I finally made it all the way through Léon: The Professional. I got about an hour into this film a few years ago but either gave up or got too drunk to remember watching the rest of it.

Well made, filled with numerous obvious impossibilities and goofs, but as a romantic fantasy it’s good fun with A+ NYC filming locations.

I don’t like how the corrupt DEA dude (Gary Oldman) basically got away with it all in being granted an instant and virtually painless death. His early Beethoven comments did not quite work for me, either. I think he said something about overtures. Beethoven’s overtures are often used as concert or CD filler, and they are reputable works by any estimate. But it’s not like the first thing anyone says about Beethoven is that he wrote great overtures. Oldman’s Mozart stylings didn’t make much sense either, hitting an upper octave flourish that didn’t look like anything from Mozart, though it showed that Oldman might actually have some piano-playing ability.

While he was talking about Beethoven you’d think they could have actually piped in some music by Beethoven, right?

The plot twists and escapes in Léon exhaust the limits of credulity but what is almost impossible to believe in reality is that Natalie Portman was only 12 years old when this film was made. I wouldn’t say she completely stole the show from Jean Reno, who played Léon. Under more exploitative direction and with a weaker leading actor she very easily could have. The laughing scene, where she gets high on champagne after guzzling it like a college kid, was so real it was scary. The “Please open the door” sequence is for the ages. Her Russian Roulette gambit was enough to make my heart twist into a pretzel.

Combat sequences were the stuff of Schwarzenegger, with maybe a little more artistic panache. I also found comparison to The Score (2001), with Robert de Niro and Edward Norton. I watched The Score twice years ago. An important difference between Leon and The Score is that you just don’t know how Leon is going to end. The Score, as I remember it now, was kind of a done deal from the get go. Should watch some of that again.

I spotted a couple of payphones in Léon, with one phone in particular making 4 or 5 appearances. Payphone spotting in movies is fun. If it makes me watch more movies, which at this time of my illustrious life feels like something I need to catch up on, then that is a good thing. I’ve lined up a bunch of 1970s-1990s movies, assuming films from that era are more likely to have payphones show up either as props or as substantive conduits. If there are none then it’s all good, I watched a new-to-me movie.

I was thinking that Léon, being about assassins, might actually use payphones for anonymous communiqués to intended targets. Nothing doing. Just passing appearances as homely street furniture.

Lots of corny romantical motifs: Pig, plant, milk. “You’ve given me a taste of life” he says before shoving her pretty and resisting face down the narrow opening of the building, then screaming like he is about to turn into The Incredible Hulk.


> _TASK DIRECTIONS_: Copy the records that follow exactly as written, but not their pictures.

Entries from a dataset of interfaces

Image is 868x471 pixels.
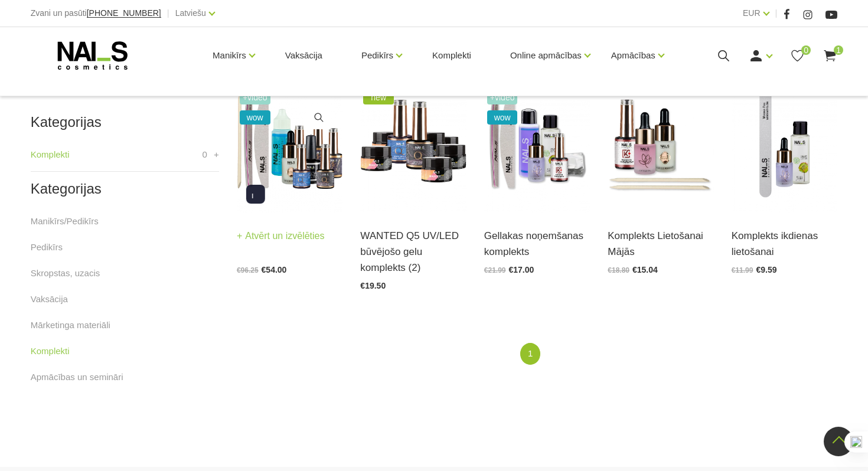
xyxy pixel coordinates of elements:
[423,27,481,84] a: Komplekti
[608,228,713,260] a: Komplekts Lietošanai Mājās
[488,90,518,104] span: +Video
[360,67,466,213] img: Wanted gelu starta komplekta ietilpst:- Quick Builder Clear HYBRID bāze UV/LED, 8 ml;- Quick Crys...
[756,265,777,275] span: €9.59
[732,266,754,275] span: €11.99
[608,266,630,275] span: €18.80
[31,266,101,281] a: Skropstas, uzacis
[743,6,761,20] a: EUR
[237,266,258,275] span: €96.25
[520,343,540,365] a: 1
[167,6,170,21] span: |
[202,147,208,162] span: 0
[237,228,325,245] a: Atvērt un izvēlēties
[732,228,837,260] a: Komplekts ikdienas lietošanai
[362,32,394,79] a: Pedikīrs
[176,6,206,20] a: Latviešu
[31,6,161,21] div: Zvani un pasūti
[612,32,656,79] a: Apmācības
[360,281,386,290] span: €19.50
[775,6,778,21] span: |
[790,48,805,63] a: 0
[509,265,535,275] span: €17.00
[31,292,68,307] a: Vaksācija
[31,215,99,228] a: Manikīrs/Pedikīrs
[484,67,590,213] img: Gellakas noņemšanas komplekts ietver▪️ Līdzeklis Gellaku un citu Soak Off produktu noņemšanai (10...
[87,9,161,18] a: [PHONE_NUMBER]
[31,115,219,130] h2: Kategorijas
[31,370,123,384] a: Apmācības un semināri
[488,110,518,125] span: wow
[732,67,837,213] img: Komplektā ietilst: - Organic Lotion Lithi&amp;Jasmine 50 ml; - Melleņu Kutikulu eļļa 15 ml; - Woo...
[834,46,843,55] span: 1
[484,266,506,275] span: €21.99
[510,32,581,79] a: Online apmācības
[31,181,219,196] h2: Kategorijas
[31,147,70,162] a: Komplekti
[276,27,332,84] a: Vaksācija
[484,228,590,260] a: Gellakas noņemšanas komplekts
[87,8,161,18] span: [PHONE_NUMBER]
[262,265,287,275] span: €54.00
[801,46,811,55] span: 0
[213,32,246,79] a: Manikīrs
[240,90,271,104] span: +Video
[31,240,63,254] a: Pedikīrs
[31,318,110,333] a: Mārketinga materiāli
[364,90,394,104] span: new
[31,344,70,358] a: Komplekti
[632,265,658,275] span: €15.04
[214,147,219,162] a: +
[237,67,343,213] img: Gellakas uzklāšanas komplektā ietilpst:Wipe Off Solutions 3in1/30mlBrilliant Bond Bezskābes praim...
[608,67,713,213] img: Komplektā ietilpst:- Keratīna līdzeklis bojātu nagu atjaunošanai, 14 ml,- Kutikulas irdinātājs ar...
[240,110,271,125] span: wow
[823,48,837,63] a: 1
[360,228,466,277] a: WANTED Q5 UV/LED būvējošo gelu komplekts (2)
[237,343,837,365] nav: catalog-product-list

> _ANSWER BOX_:
Image is 868x471 pixels.
xyxy pixel coordinates of elements:
[423,27,481,84] a: Komplekti
[608,228,713,260] a: Komplekts Lietošanai Mājās
[488,90,518,104] span: +Video
[360,67,466,213] img: Wanted gelu starta komplekta ietilpst:- Quick Builder Clear HYBRID bāze UV/LED, 8 ml;- Quick Crys...
[756,265,777,275] span: €9.59
[732,266,754,275] span: €11.99
[608,266,630,275] span: €18.80
[31,266,101,281] a: Skropstas, uzacis
[743,6,761,20] a: EUR
[237,266,258,275] span: €96.25
[520,343,540,365] a: 1
[167,6,170,21] span: |
[202,147,208,162] span: 0
[237,228,325,245] a: Atvērt un izvēlēties
[732,228,837,260] a: Komplekts ikdienas lietošanai
[362,32,394,79] a: Pedikīrs
[176,6,206,20] a: Latviešu
[31,6,161,21] div: Zvani un pasūti
[612,32,656,79] a: Apmācības
[360,281,386,290] span: €19.50
[775,6,778,21] span: |
[790,48,805,63] a: 0
[509,265,535,275] span: €17.00
[31,292,68,307] a: Vaksācija
[31,215,99,228] a: Manikīrs/Pedikīrs
[484,67,590,213] img: Gellakas noņemšanas komplekts ietver▪️ Līdzeklis Gellaku un citu Soak Off produktu noņemšanai (10...
[87,9,161,18] a: [PHONE_NUMBER]
[31,115,219,130] h2: Kategorijas
[31,370,123,384] a: Apmācības un semināri
[488,110,518,125] span: wow
[732,67,837,213] img: Komplektā ietilst: - Organic Lotion Lithi&amp;Jasmine 50 ml; - Melleņu Kutikulu eļļa 15 ml; - Woo...
[834,46,843,55] span: 1
[484,266,506,275] span: €21.99
[510,32,581,79] a: Online apmācības
[31,181,219,196] h2: Kategorijas
[31,147,70,162] a: Komplekti
[276,27,332,84] a: Vaksācija
[484,228,590,260] a: Gellakas noņemšanas komplekts
[87,8,161,18] span: [PHONE_NUMBER]
[262,265,287,275] span: €54.00
[801,46,811,55] span: 0
[213,32,246,79] a: Manikīrs
[240,90,271,104] span: +Video
[31,240,63,254] a: Pedikīrs
[31,318,110,333] a: Mārketinga materiāli
[364,90,394,104] span: new
[31,344,70,358] a: Komplekti
[632,265,658,275] span: €15.04
[214,147,219,162] a: +
[237,67,343,213] img: Gellakas uzklāšanas komplektā ietilpst:Wipe Off Solutions 3in1/30mlBrilliant Bond Bezskābes praim...
[608,67,713,213] img: Komplektā ietilpst:- Keratīna līdzeklis bojātu nagu atjaunošanai, 14 ml,- Kutikulas irdinātājs ar...
[240,110,271,125] span: wow
[823,48,837,63] a: 1
[360,228,466,277] a: WANTED Q5 UV/LED būvējošo gelu komplekts (2)
[237,343,837,365] nav: catalog-product-list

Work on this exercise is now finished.